The underwear is part of a covenant with God that Mormons consider private, but the information is plainly out there: Just as the Jewish yarmulke and the Christian "WWJD?" bracelet are reminders to their wearers of their faith, the Mormon garment is an unseen reminder to "saints" (as LDS church members refer to themselves) of who they are. In young adulthood, when and if a Mormon man or woman goes through the "endowment" ceremony at the temple, they are given the garment and told to wear one every day thereafter. Nothing comes between a saint and his underwear.
It looks like long underwear, or mid-thigh length -- think of bloomers, or old-fashioned swim trunks. It comes in one piece or two. The women's version can be frillier, with a scoop neck and cap sleeves. The underwear is supposed to keep its wearer modest, and by design it discourages women in particular from wearing provocative clothes. Spaghetti straps, tube tops, bare midriffs, micro-minis, Daisy Duke shorts -- not in the garment, you don't.
Some Mormon lore also invests the garments with a power to protect -- there are stories about people who got through car wrecks, floods and other calamities unscathed, and thanked the godly power of the underwear. (Steve Young, the former San Francisco 49ers quarterback and devout Mormon, told "60 Minutes" in 1996 that he didn't wear the garment during games, but did elsewhere.)

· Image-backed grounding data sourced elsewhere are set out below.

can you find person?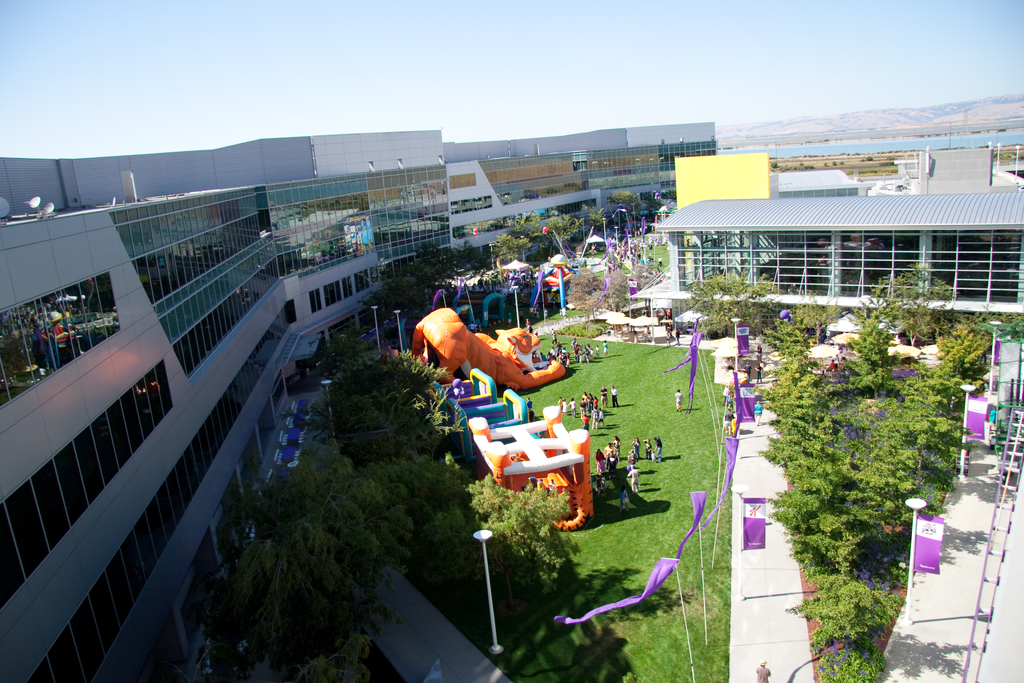
Yes, bounding box: detection(551, 326, 559, 342).
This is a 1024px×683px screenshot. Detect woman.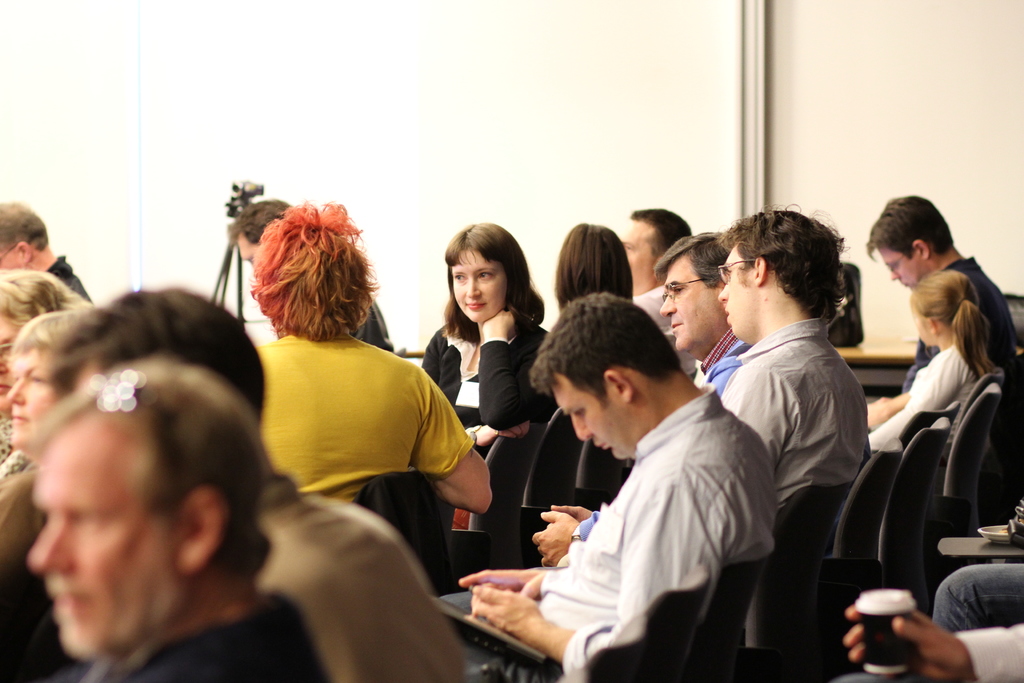
left=420, top=231, right=554, bottom=479.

The garment usually has a symbol over each breast: a carpenter's square and a V-like compass, and a small buttonhole slit above the right knee. When a garment is worn out, according to "Mormon America: The Power and the Promise" by Richard and Joan Ostling, the sacred symbols are snipped off and the rest can be discarded or used as rags.

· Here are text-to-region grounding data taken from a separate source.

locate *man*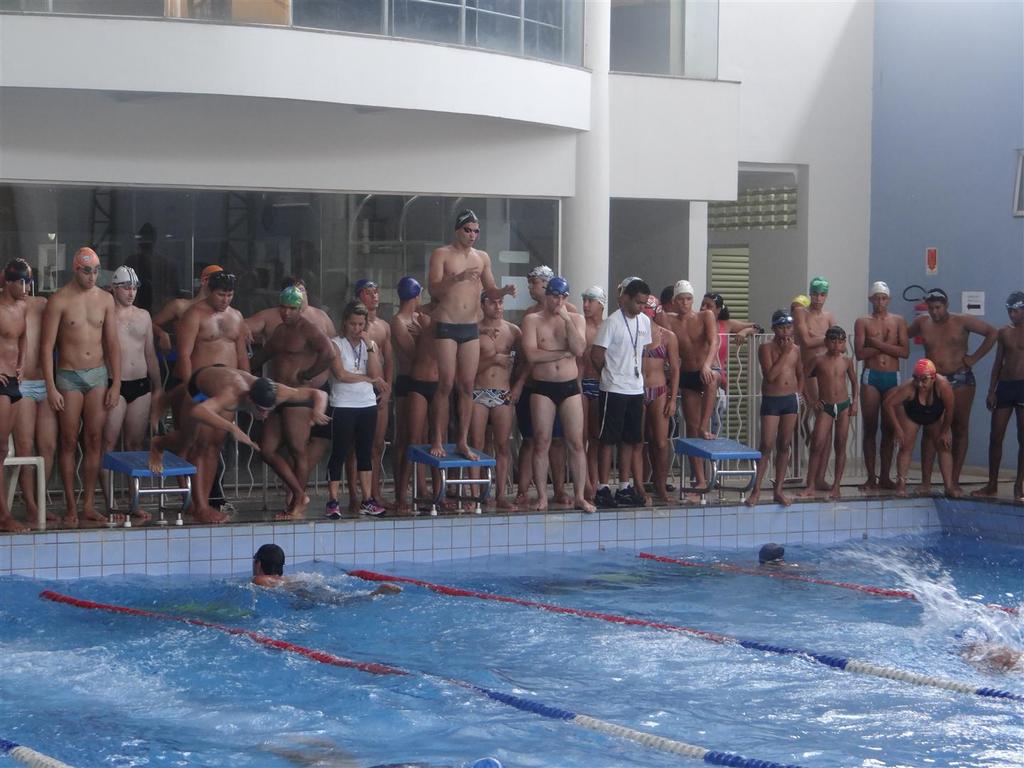
bbox(594, 282, 651, 503)
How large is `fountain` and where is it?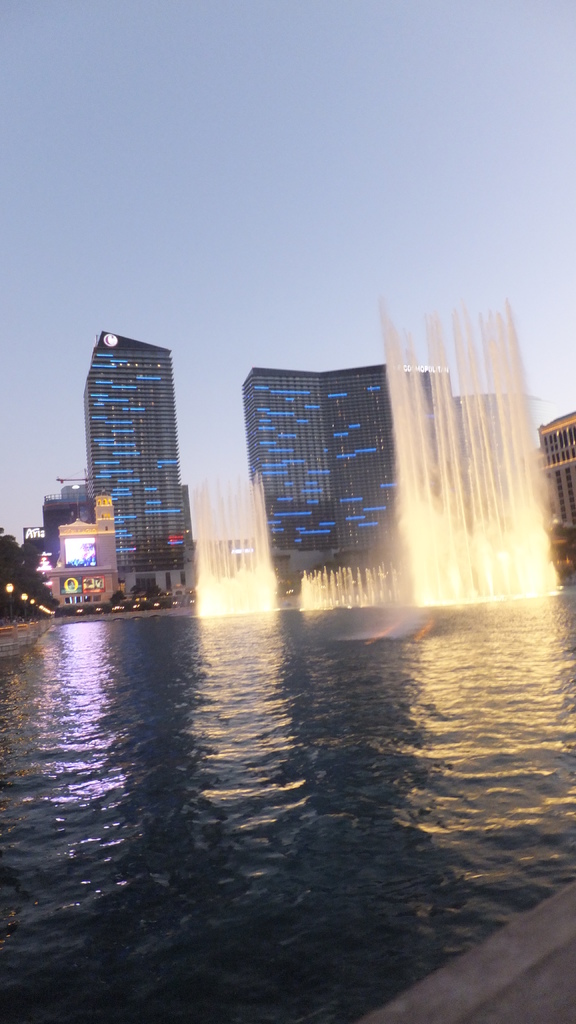
Bounding box: 4 283 575 1020.
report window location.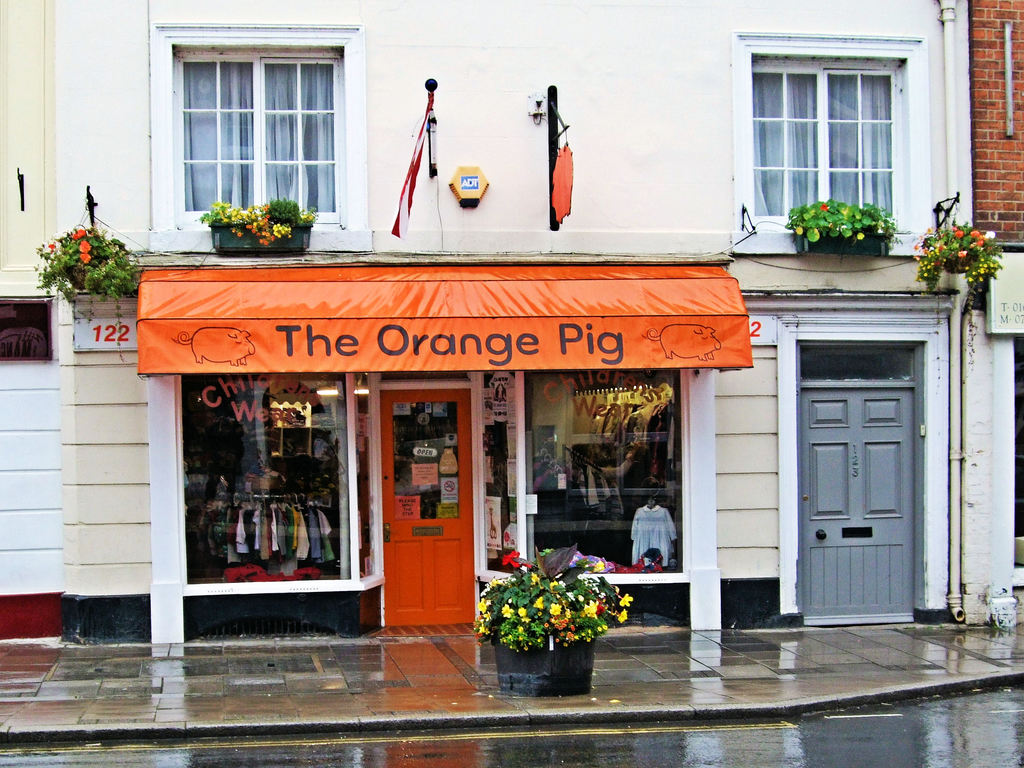
Report: detection(181, 40, 346, 225).
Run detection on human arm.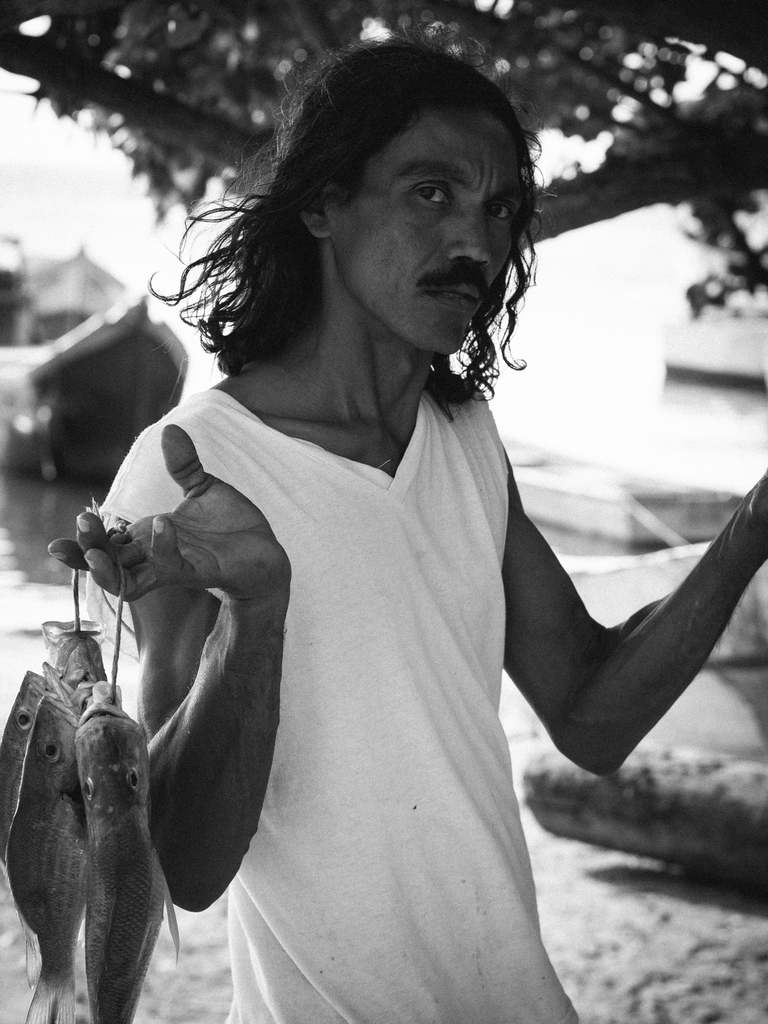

Interestingly, much of the information about the garment comes from anti-Mormons, who view it as just another freaky reason to rail against LDS -- a way the church represses itself and its people. The symbols stitched onto it set off the Freemasonry alarms of conspiracy theorists. In the wide-open "boxers or briefs?" culture of America, it's seen as a very odd thing indeed to be quiet and reverent about your unmentionables.
For a minute, let's not talk about underwear and examine the past few weeks in what some people believe is a theocratic, Mormon-run state.
Perhaps the biggest surprise of the Olympic Winter Games was how little interaction there was between the saints and the world at large. Bars stayed open later than state law allows; revelers walked around city streets with open containers of beer. Rules were broken, and Mormons looked the other way.